By permission of the court, Nestor Martinez makes a post-confinement appeal challenging a judgment entered against him on January 9, 1967, in the United States District Court for the Southern District of New York (Lloyd F. MacMahon, Judge) after trial to a jury, convicting him on two counts of *81 selling marijuana, in violation of 21 U. S.C. § 176a, on one count of assaulting with a deadly weapon a federal agent engaged in the performance of his official duties, in violation of 18 U.S.C. §§ 111, 1114, and on one count of assaulting four agents in the performance of their duties, also in violation of . 18 U.S. C. §§ 111, 1114. Martinez was sentenced to six years imprisonment on counts one through three and to three years on count four, all to run concurrently. He has served his sentence and is now released on parole.
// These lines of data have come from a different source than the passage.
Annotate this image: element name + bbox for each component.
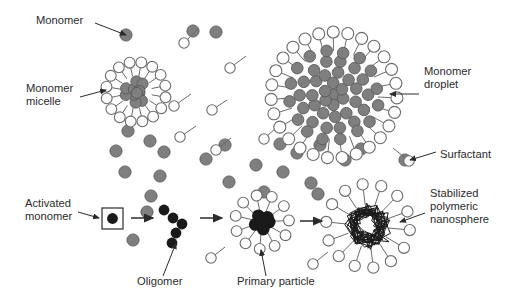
surfactant-head-icon: [156, 103, 167, 114]
monomer-bead: [141, 206, 153, 218]
monomer-bead: [307, 90, 319, 102]
surfactant-head-icon: [230, 210, 241, 221]
monomer-bead: [319, 70, 331, 82]
label-line: droplet: [424, 78, 459, 90]
emulsion-polymerization-diagram: MonomerMonomermicelleMonomerdropletSurfa…: [0, 0, 513, 298]
label-line: Primary particle: [237, 275, 315, 287]
monomer-bead: [364, 116, 376, 128]
surfactant-head-icon: [225, 63, 235, 73]
surfactant-head-icon: [363, 141, 375, 153]
monomer-bead: [298, 102, 310, 114]
surfactant-head-icon: [148, 111, 159, 122]
surfactant-head-icon: [404, 156, 414, 166]
monomer-bead: [329, 111, 341, 123]
surfactant-head-icon: [307, 148, 319, 160]
surfactant-tail: [378, 97, 391, 98]
surfactant-head-icon: [402, 206, 413, 217]
surfactant-head-icon: [113, 62, 124, 73]
monomer-bead: [223, 176, 235, 188]
label-line: nanosphere: [430, 213, 489, 225]
figure-canvas: MonomerMonomermicelleMonomerdropletSurfa…: [0, 0, 513, 298]
primary-particle-core-blob: [254, 214, 270, 230]
label-line: Surfactant: [440, 148, 492, 160]
label-line: Monomer: [424, 65, 472, 77]
activated-monomer-dot: [107, 213, 118, 224]
monomer-bead: [298, 76, 310, 88]
surfactant-head-icon: [160, 80, 171, 91]
monomer-bead: [332, 67, 344, 79]
monomer-bead: [334, 122, 346, 134]
label-surfactant: Surfactant: [440, 148, 492, 160]
surfactant-head-icon: [101, 93, 112, 104]
surfactant-head-icon: [321, 152, 333, 164]
surfactant-head-icon: [323, 235, 334, 246]
surfactant-head-icon: [389, 106, 401, 118]
label-primary-particle: Primary particle: [237, 275, 315, 287]
monomer-bead: [144, 135, 156, 147]
monomer-bead: [291, 62, 303, 74]
monomer-bead: [371, 83, 383, 95]
monomer-bead: [210, 26, 222, 38]
surfactant-head-icon: [125, 116, 136, 127]
surfactant-head-icon: [385, 256, 396, 267]
surfactant-head-icon: [294, 142, 306, 154]
surfactant-head-icon: [376, 181, 387, 192]
label-monomer: Monomer: [36, 14, 84, 26]
oligomer-bead: [159, 205, 170, 216]
surfactant-head-icon: [374, 132, 386, 144]
surfactant-head-icon: [147, 61, 158, 72]
surfactant-head-icon: [383, 120, 395, 132]
surfactant-head-icon: [390, 77, 402, 89]
surfactant-head-icon: [392, 190, 403, 201]
surfactant-head-icon: [326, 199, 337, 210]
monomer-bead: [187, 25, 199, 37]
surfactant-head-icon: [254, 244, 265, 255]
surfactant-head-icon: [270, 65, 282, 77]
surfactant-head-icon: [280, 230, 291, 241]
surfactant-head-icon: [240, 238, 251, 249]
surfactant-head-icon: [283, 133, 295, 145]
surfactant-head-icon: [105, 70, 116, 81]
surfactant-head-icon: [357, 179, 368, 190]
surfactant-head-icon: [321, 216, 332, 227]
surfactant-head-icon: [268, 108, 280, 120]
surfactant-head-icon: [136, 57, 147, 68]
oligomer-bead: [171, 228, 182, 239]
monomer-bead: [317, 133, 329, 145]
label-line: Activated: [25, 197, 71, 209]
surfactant-head-icon: [336, 151, 348, 163]
label-line: micelle: [26, 95, 61, 107]
surfactant-head-icon: [259, 134, 269, 144]
label-line: Monomer: [36, 14, 84, 26]
label-activated-monomer: Activatedmonomer: [25, 197, 73, 222]
monomer-bead: [200, 153, 212, 165]
monomer-bead: [304, 51, 316, 63]
monomer-bead: [119, 166, 131, 178]
surfactant-head-icon: [179, 38, 189, 48]
monomer-bead: [352, 125, 364, 137]
monomer-bead: [321, 45, 333, 57]
surfactant-head-icon: [342, 28, 354, 40]
surfactant-head-icon: [207, 105, 217, 115]
monomer-bead: [358, 104, 370, 116]
surfactant-head-icon: [175, 132, 185, 142]
surfactant-head-icon: [277, 52, 289, 64]
label-line: Monomer: [26, 82, 74, 94]
surfactant-head-icon: [278, 201, 289, 212]
monomer-bead: [337, 47, 349, 59]
surfactant-head-icon: [350, 148, 362, 160]
monomer-bead: [301, 126, 313, 138]
surfactant-head-icon: [368, 40, 380, 52]
surfactant-head-icon: [211, 145, 221, 155]
monomer-bead: [334, 133, 346, 145]
surfactant-head-icon: [287, 41, 299, 53]
surfactant-head-icon: [265, 93, 277, 105]
surfactant-head-icon: [356, 32, 368, 44]
surfactant-head-icon: [368, 262, 379, 273]
oligomer-bead: [177, 219, 188, 230]
monomer-bead: [365, 65, 377, 77]
activated-monomer-glyph: [102, 208, 123, 229]
surfactant-head-icon: [378, 51, 390, 63]
surfactant-head-icon: [404, 224, 415, 235]
monomer-bead: [321, 56, 333, 68]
Martinez’ challenge to the convictions on the selling counts is based on the Supreme Court’s decision in Leary v. United States,
The essence of Martinez’ claim is that the federal undercover agents who arrested him after he transferred to them a suitcase full of marihuana had no probable cause to arrest and that he therefore had a right to resist with reasonable force. He claims that the subsequently declared retroactive unconstitutionality of § 176a in addition to the agents’ admitted lack of knowledge of importation left them without any information on one element of the crime, and that his flight and aiming of a gun at an agent were reasonable means of repelling an unlawful arrest. We need not decide whether
Liguori, supra,
operates to vitiate probable cause for arrests made before the
Leary
decision, and valid when made (but cf. United States v. Beyer,
In ascertaining whether there was probable cause for the arrest, we rely on an objective rather than a subjective standard and look to the facts known to the agents at the'time of arrest rather than to their characterization or stated basis for their behavior. “ . . . the test for probable cause does not involve speculation about the outcome of a trial on the merits [of the charge on which defendant is told he is being arrested], but rather upon an assessment of whether the knowledge of the arresting officer at the time of arrest would be sufficient to warrant a prudent man in believing that the person arrested had committed or was committing
an offense.”
United States v. Atkinson,
This is not to say that a court will indulge in “ex post facto extrapolations of all crimes that might have been charged on a given set of facts at the moment of arrest . . . [for] such an exercise might permit an arrest that was a sham or fraud at the outset, really unrelated to the crime for which probable cause to arrest was actually present
*82
to be retroactively validated.”
In the present case, the crime on which Martinez was arrested and those for which the agents had probable cause were closely related, and no one has questioned the propriety of their motives in making the arrest. Therefore, Martinez had no right to resist this lawful arrest by federal officers, whether or not they were known to him as such. United States v. Ulan,
Even were the arrest without probable cause, Martinez was not justified in responding with the excessive force he displayed. An agent, even if effecting an arrest without probable cause, is still engaged in the performance of his official duties, provided he is not on a “frolic of his own,” and is protected from interference or assault. United States v. Beyer,
The only way in which Martinez could avoid the impact of Beyer would be to show that he did not know the identity of the agents when he assaulted them and that he thus fell into that class of cases in which the use of reasonable force in resisting unlawful arrest is justified. * Although we need not decide this issue, we note that although the question of his knowledge of the identity of the agents was not submitted to the jury, there was a substantial *83 amount of evidence tending to show that when he assaulted the agents he must have known of their official status. In any case, finding his arrest to have been valid and his resistance and assault on the agents unjustified and unlawful, we affirm the convictions on counts three and four.